She didn't answer, watching him with hooded eyes.
The Sheriff watched with displeasure as Max repeated
the card manipulations.
I watched Max with a coldness in my stomach/ wonder- ing what he was up to, what he had in mind, what plan. I knew there had to be one.
"Second method," Max was saying as he demonstrated.
"Hold the cards between the right forefinger and thumb and pa.s.s the left hand across the front of me right as though taking hold of them. Under cover of the left hand, quickly back-palm them behind the right. Your audience-"
"I'd prefer you didn't do that/ Mister Delacorte," the
Sheriff told him.
"Really?" Max sounded surprised. "You don't like it, Grover? You don't think it's jolly? Legerdemain? Sleight of hand?"
"Air. Delacorte-"
Max rumbled, almost dropping me cards.
With a scowl, he made them vanish, slipping them into his trouser pocket. He looked at Plum with a goading ex- pression.
"I'm all ears, Grover," he said in a hardened voice. "Hit
me.
'Why did you have to kill him. Max?" Ca.s.sandra asked.
Now You Sea H.. 127
There was an aching in her voice now which made him look at her strangely.
"Did Mister Kendal leave the house?" the Sheriff asked.
"I've already told you!" Ca.s.sandra's anger burst out.
"Harry Kendal was murdered!"
The Sheriff tried to curb his irritation.
"I would like to hear what your husband has to say, Mis.-"
"He'll say anything to throw you off!" she interrupted, raging.
Again, she looked at Max, her tone despairing.
"You didn't have to kill him. Max/' she said.
Max, admit it, I thought. Be done with this.
Ca.s.sandra turned and walked to the picture window, looking out at the gazebo by the lake, her features taut.
"To repeat the question. Mister Delacorte," said Plum.
"Did Harry Kendal-"
"Harry Kendal vacated these premises-under his own power, I might add-I will add-I did add-at approxi- mately a quarter after one."

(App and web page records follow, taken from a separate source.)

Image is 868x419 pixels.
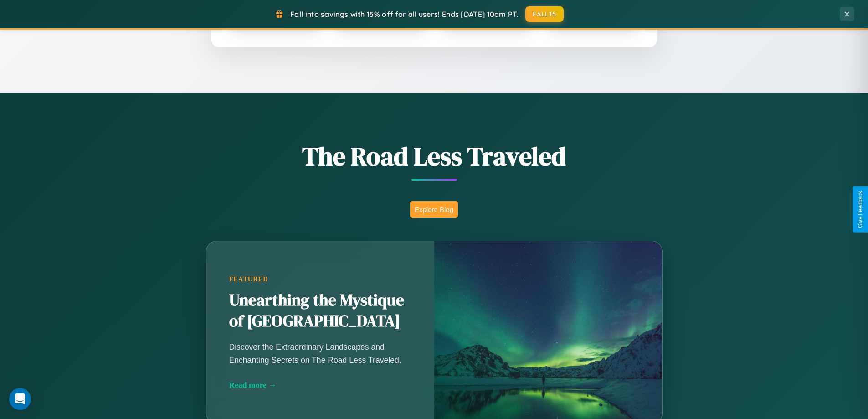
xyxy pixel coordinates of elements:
p: Discover the Extraordinary Landscapes and Enchanting Secrets on The Road Less Traveled. [229,341,411,365]
h2: Unearthing the Mystique of [GEOGRAPHIC_DATA] [229,290,411,331]
span: Fall into savings with 15% off for all users! Ends [DATE] 10am PT. [291,9,518,18]
div: Read more → [229,380,411,389]
div: Featured [229,275,411,283]
div: Open Intercom Messenger [9,388,31,410]
button: Explore Blog [410,201,458,218]
button: FALL15 [525,6,564,22]
h1: The Road Less Traveled [161,138,707,174]
div: Give Feedback [857,191,863,228]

"He's lying," Ca.s.sandra said without turning.
He was lying- But why?
The Sheriff was writing in his pad. "One . .. fifteen," he said.
"Another way of putting it, but just as good," Max said.

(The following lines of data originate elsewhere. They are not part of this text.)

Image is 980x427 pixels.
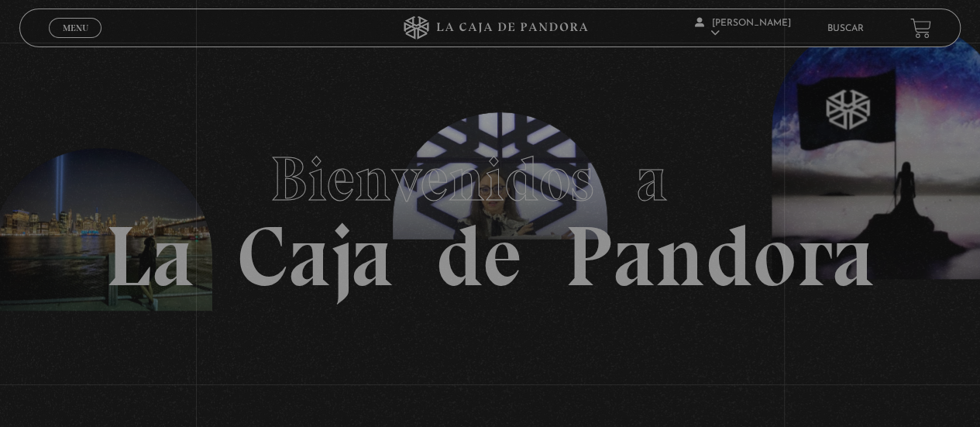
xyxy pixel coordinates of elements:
[63,24,88,33] span: Menu
[910,18,931,39] a: View your shopping cart
[827,24,863,33] a: Buscar
[105,129,875,299] h1: La Caja de Pandora
[270,142,710,216] span: Bienvenidos a
[695,19,791,38] span: [PERSON_NAME]
[57,37,94,47] span: Cerrar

The Sheriff threw him a frowning glance. "I'm not amused/ Mister Delacorte," he said.
"Nor should you be," concurred my son.
Ca.s.sandra turned abruptly and walked to the spot where Harry had been lying after drinking me Scotch- Kneeling, she began to examine the floorboards.
"Looking for something, darling?" Max inquired.
128 Richard Mathexu
"You'll know when I find it/" she answered coldly.
"Looking forward to it, snook.u.ms," Max responded.
He watched Plum writing on his pad.
"Did you know," he said, "that when one is blindfolded, one can see past one's nose?"
Plum glanced at him with disinterest, Now what? I thought.
"But," continued Max as though the information must be absolutely fascinating to the Sheriff, "until one needs that sight, one keeps one's eyes shut, don't you see? In that way, one need not feign blindness during that period, because one is genuinely blind. N'est-ce pas?"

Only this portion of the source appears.